Thursday, March 08, 2007
3/9 SNR
- I'm a little behind on this one, but here's Part 2 of GL's coverage of the March 7th hearings.
- SCO gets a quick mention in a piece titled Open Source Software in 2006: A Year in Review. Way down the list. In a section titled "No Major Lawsuits or Legal Disputes Regarding Open Source". Snort. Giggle. Oh, and the article's at SYS-CON, formerly MOG's soapbox on the interwebs. How's that for an unkind cut?
- An opinion piece at ZDNet UK, "The politics of open source". Most of the references will be lost on anyone who doesn't follow UK politics closely, but at one point it does refer to Darl as SCO's philosopher-king. Somehow I don't think they mean that as a compliment.
- The threatened SuSE exodus doesn't seem to have happened, if the latest sales numbers are any indication.
- A nice FUD-fighting article: "'Don’t Trust Your Network to Open Source” — huh?
- But the FUD just keeps on coming. Here's the latest angry rant about Linux from Enderle. He comes across as a rather unhappy person, doesn't he?
If I have time later, I may have a go at picking apart his talking points, but for right now here's a fun tidbit about one of Enderle's external sources. Note to Rob: If you put links in your piece, you can't reasonably assume people won't click on the links. And if you say The Register said something when it's actually your own piece at The Register saying it, that's bound to raise an eyebrow or two. - The University of Nebraska has escaped Microsoft in favor of products from JasperSoft.
- While Dell continues to dither about desktop Linux, HP's making a pile of cash off of it.
- Another study on IE vs. Firefox marketshare, which puts FF at close to 40%. I generally don't trust browser marketshare numbers much; the notion is hard to define, and even harder to measure with any reliability. As for visits to SNR, FF typically to run around 65% of total traffic, with IE at 25%, and Safari around 10%. But I think it would be fair to suppose that SNR attracts people who aren't fans of IE.
- Meet HD Photo, the latest proprietary file format from M$. So sure, they're going to submit it to a standards body. They actually do that a lot these days, probably to throw the antitrust folks off the scent for a while. And yet the resulting standards never turn out to be very "open" in practice. Look at C#, for example.
- A Y! poster found this Feb. 2003 profile of BS&F at Law.com that gives some insight into how SCO's star law firm operates.
Since the piece came out just before they filed the SCO v. IBM case, this passage caught my eye:
Boies concedes that he has a hard time saying no to prospective clients. He is so bad at it, in fact, that he is forcing himself to delegate screenings to a partner: "I say [to a potential client], 'We're too busy, talk to Bob Silver.'" - A new gadget from Sony for transferring video from old formats to DVD. I wouldn't have expected to see this kind of widget from them, given the company's decades-old fascination with proprietary media formats. If it only read Beta and Memory Stick, and only wrote Blu-Ray, I could kind of see that, but this reads just about everything, and writes to nearly all recordable DVD formats. Doesn't do HD-DVD, but it doesn't do Blu-Ray either actually. I guess if it did, there's no way it would run in the $200 range like it does.
The article doesn't mention anything about the gadget wanting to CSS-encrypt or region code your newly-digital home movies. So either it doesn't, or that's one of those nasty little details to be discovered later on, like that music CD rootkit fiasco last year.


**Exercise aim**
All lines of the entries with "pixels" in them must be listed.

# # # # # # #

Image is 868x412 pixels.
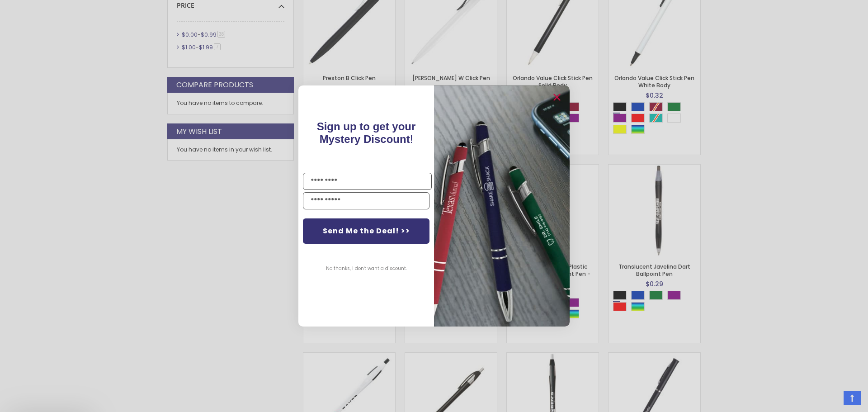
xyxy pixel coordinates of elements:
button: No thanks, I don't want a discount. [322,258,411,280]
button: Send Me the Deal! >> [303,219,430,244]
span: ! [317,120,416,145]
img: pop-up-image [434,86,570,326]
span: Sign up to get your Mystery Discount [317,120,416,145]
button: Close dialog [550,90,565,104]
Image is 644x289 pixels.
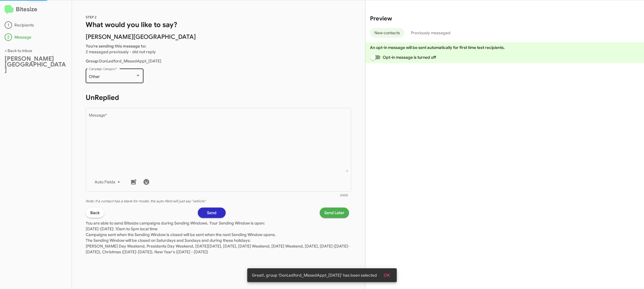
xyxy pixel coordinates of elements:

# # # # # # #

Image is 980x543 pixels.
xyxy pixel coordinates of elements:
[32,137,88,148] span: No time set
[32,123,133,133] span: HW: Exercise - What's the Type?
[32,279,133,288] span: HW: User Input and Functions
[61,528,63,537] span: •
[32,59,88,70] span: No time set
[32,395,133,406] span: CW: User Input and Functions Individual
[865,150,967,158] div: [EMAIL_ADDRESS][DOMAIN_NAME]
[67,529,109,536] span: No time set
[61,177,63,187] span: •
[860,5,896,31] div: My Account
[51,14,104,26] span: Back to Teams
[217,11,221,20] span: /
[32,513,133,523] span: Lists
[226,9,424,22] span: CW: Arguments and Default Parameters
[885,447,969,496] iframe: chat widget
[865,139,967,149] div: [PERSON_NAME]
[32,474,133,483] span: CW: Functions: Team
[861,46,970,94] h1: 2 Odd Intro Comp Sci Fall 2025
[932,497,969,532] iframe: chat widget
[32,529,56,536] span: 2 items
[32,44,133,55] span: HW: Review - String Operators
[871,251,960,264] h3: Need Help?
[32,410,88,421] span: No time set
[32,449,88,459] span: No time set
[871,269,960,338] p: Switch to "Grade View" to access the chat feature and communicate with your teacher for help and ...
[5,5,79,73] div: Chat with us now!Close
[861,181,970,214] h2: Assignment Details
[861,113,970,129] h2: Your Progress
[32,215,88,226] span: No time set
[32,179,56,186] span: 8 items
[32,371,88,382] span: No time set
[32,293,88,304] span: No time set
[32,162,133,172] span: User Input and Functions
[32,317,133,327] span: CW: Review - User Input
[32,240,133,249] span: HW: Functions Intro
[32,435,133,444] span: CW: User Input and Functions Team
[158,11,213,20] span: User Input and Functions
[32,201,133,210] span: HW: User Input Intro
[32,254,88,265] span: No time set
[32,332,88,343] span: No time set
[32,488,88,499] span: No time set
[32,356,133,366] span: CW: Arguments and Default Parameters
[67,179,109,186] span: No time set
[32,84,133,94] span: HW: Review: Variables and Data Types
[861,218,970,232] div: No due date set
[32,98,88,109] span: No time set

# # # # # # #

**Exercise solution**
Image is 868x412 pixels.
Image is 644x289 pixels.
Image is 980x543 pixels.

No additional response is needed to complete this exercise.